“It’s fine,” I say, reflex and also true.
She paints a mask on with a brush that whispers against my skin.Cool, then tingling.“We’ll leave this ten minutes,” she says.“You rest.”
Rest.I stare at the dark behind my eyelids and catalog my losses like a miser.Car.Phone line.The man who said I could leave any time and meant it like he was handing me freedom and not throwing me off a ship.My head wants to sprint to logistics—share ride with what?Call who?Walk where?Will someone even be home to let me in?—and then it catches on the rough rasp of Kellum’s voice telling meI’ll be back to pick you up in an hourlike it was set in stone.
I don’t know him.That’s the bare fact.I don’t know him and I shouldn’t trust the way his hands steadied me.But I know what a lie feels like against my ear.I’ve been living under one long enough to recognize the temperature.Whatever Kellum is, he wasn’t lying.
The timer in Mina’s head is accurate.She returns like a tide, warm towel in hand, lifting the mask away, leaving a new surface I didn’t know I had.“Better,” she says quietly, more observation than question.
I swallow.“A little.”
“Sometimes we clean,” she says, patting in serum that smells like citrus and sleep.“And sometimes we just make room.”
I don’t ask for what.The ceiling could answer and I still wouldn’t know.My brain is all over the place and thinking much less processing a riddle of sorts isn’t something I can do right now.
When she’s done, I step back into the bright lobby.The clock near the hostess desk says fifty-eight minutes have passed since I ran barefoot into the sun.Trina sees me and her face does a small, proud thing that makes my throat ache.

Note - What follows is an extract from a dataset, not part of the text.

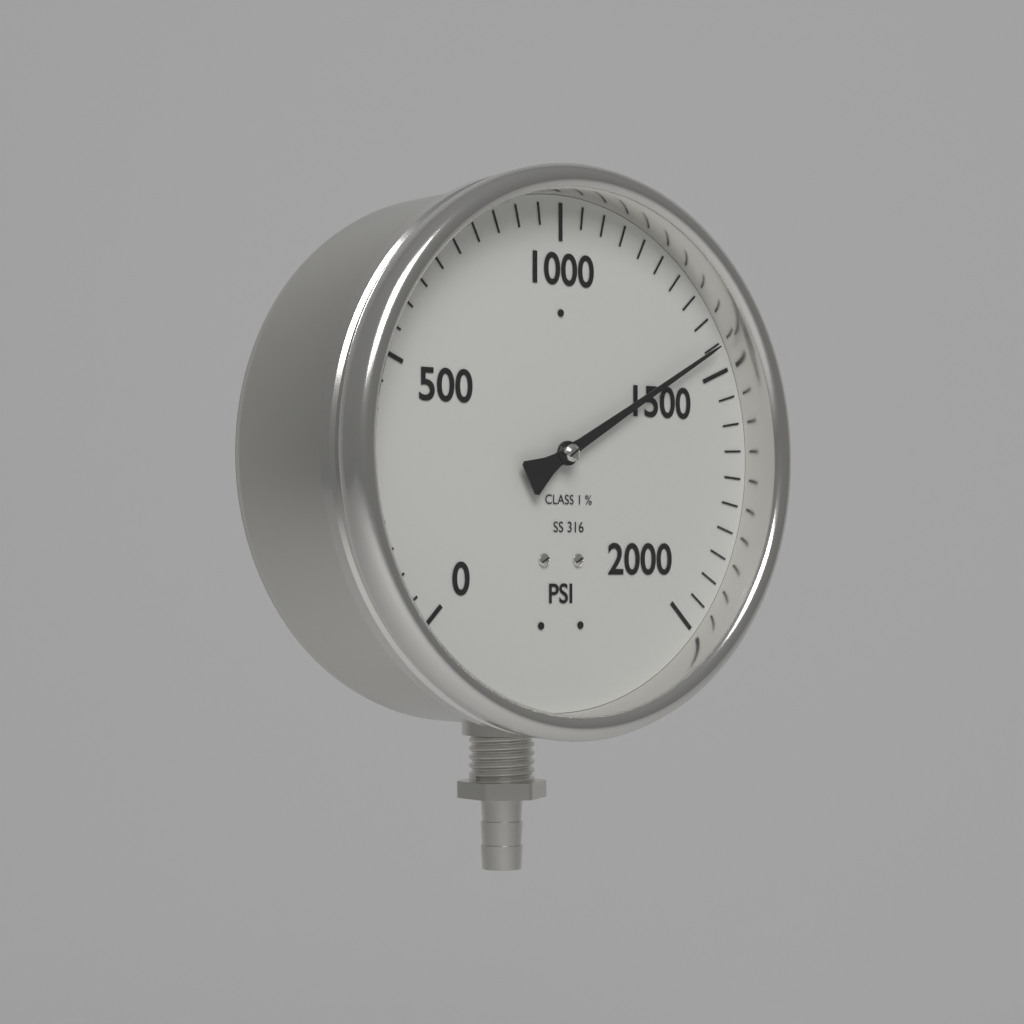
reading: 1450 psi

“Massage?”she asks.“He said an hour.”
“He said an hour,” I echo.
As if conjured by the repetition, a new sound gains attention over the music.Heads lift, not because anyone is afraid, but because people always look when a storm arrives and chooses to wait outside.

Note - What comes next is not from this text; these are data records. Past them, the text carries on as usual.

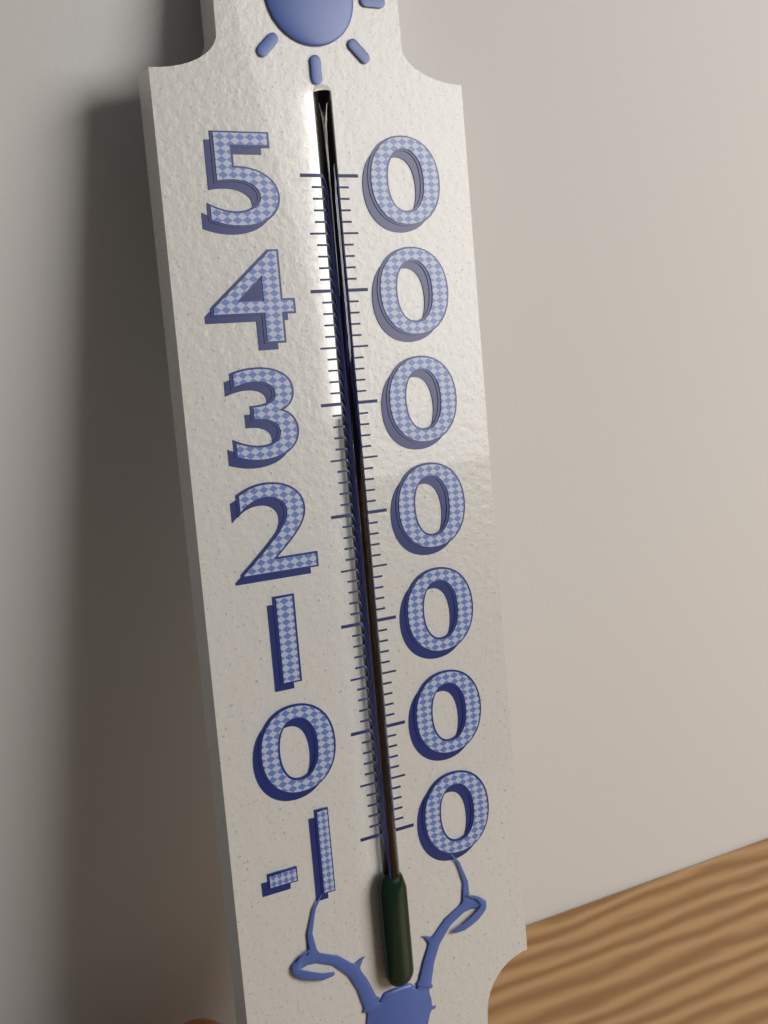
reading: 29 (no unit)
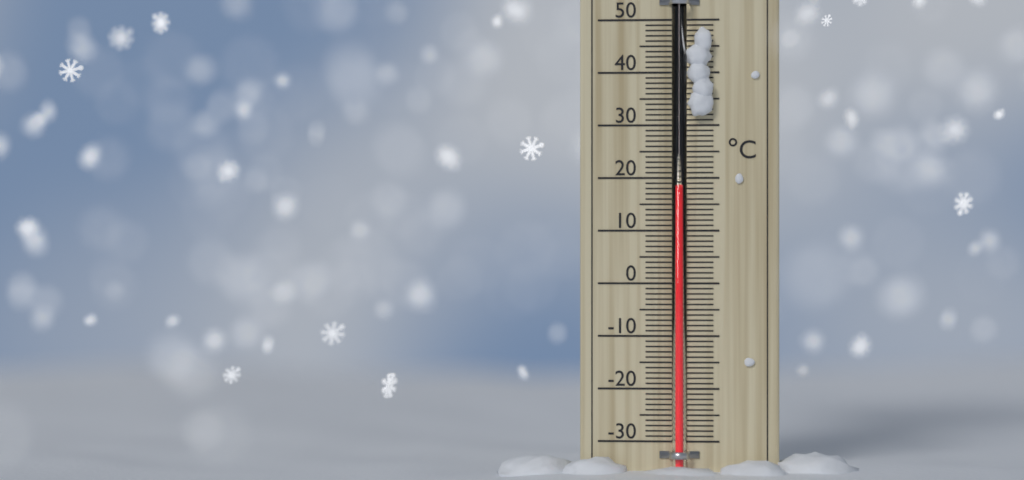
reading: 18 °C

Trina tips her chin toward the door.“Looks like your ride share’s on time.”
What kind of ride am I about to embark on?
Five
Pretty Boy
I rollup outside the spa on my bike right at the damn hour I said I would.Punctuality’s not about politeness—it’s about reputation and expectation.You tell someone you’ll be somewhere, you’re there.People stop counting on you otherwise.

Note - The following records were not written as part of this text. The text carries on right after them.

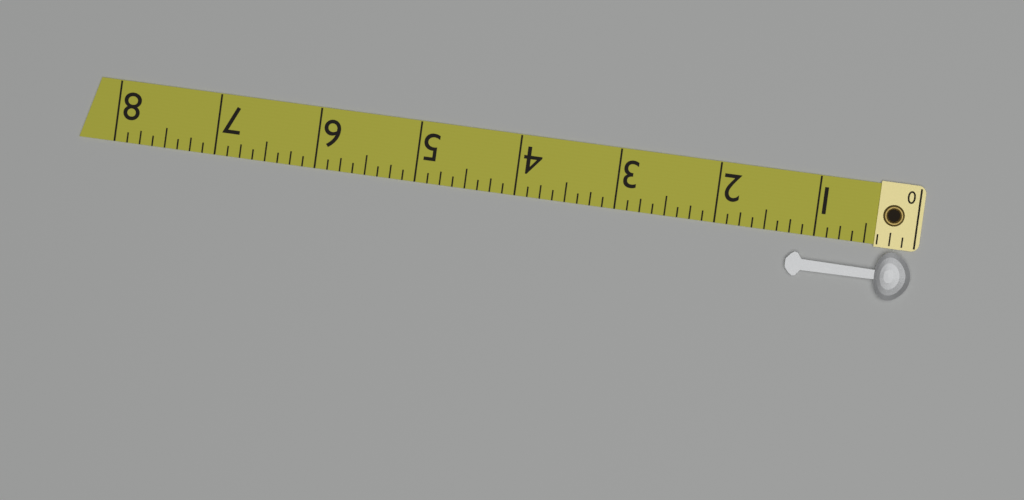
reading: 1.250 (no unit)
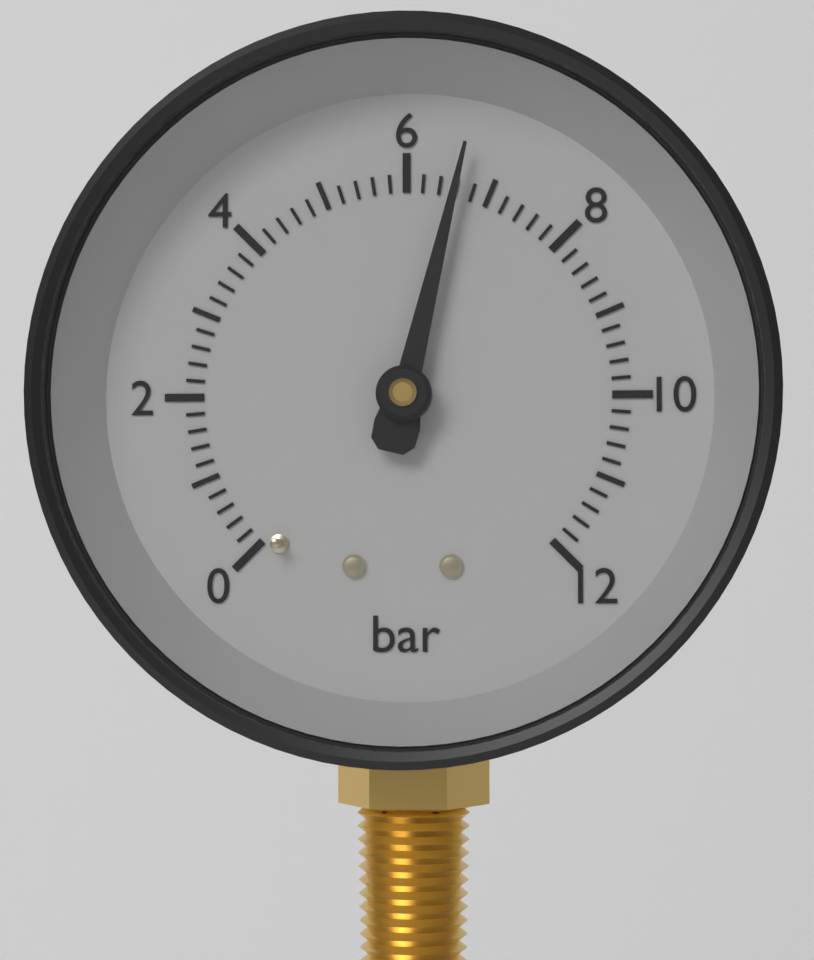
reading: 6.6 bar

And if a Hellion stops being counted on, he stops living up to the patch.
The lot’s half empty now.Afternoon heat bakes the asphalt, makes it shimmer.I kill the engine, swing a leg, and lean the bike steady.Heads turn through the glass, like they always do when leather and chrome show up where they don’t belong.
Then she’s there.The five feet tall, dark hair, brown eyed damsel that is a stunner.She comes out slow this time, not running barefoot like before.Her hands are clenched around the strap of her bag, knuckles white, face careful.She looks different than earlier—her nails gleam, her skin’s glowing from whatever the hell they do back there.But under it, she looks hollow.
I jerk my chin.“Ready?”
She swallows, nods.“Yeah.”
I hold out a spare helmet.She hesitates like it’s a snake, then takes it.
“Not gonna break you,” I state.“Name is Kellum, gonna take you home.I’m just a ride, darlin’ not a snake waiting to strike.”
She tries for a laugh.It dies halfway.“That’s what I’m afraid of being broken.”She catches her breath like she shouldn’t have said that.“I’m Kristen, nice to meet you.”
I smirk, but I don’t push.I swing onto the bike, wait until she climbs on behind me.Her hands flutter like she doesn’t know where to put them.Finally, with some guidance from me she settles against my cut, fingers gripping the leather just enough to hold on while she mutters her address in Indian Beach.
“Good girl,” I mutter, more to the bike than her, and kick us into gear.
The ride’s short.I follow her directions, weaving through town, out toward the beach houses with gates taller than fences and lawns trimmed by people who don’t live in the house they’re trimming.It smells like money out here, like chlorine from pools that don’t get used because the beach is right there and flowers that only bloom in catalogs.
“Here,” she says, tapping my shoulder, pointing at a gated drive.
I pull up, cut the engine.She slides off, fumbles with the call box.Punches in a code.Red light.Wrong.She tries again, slower this time.Same result.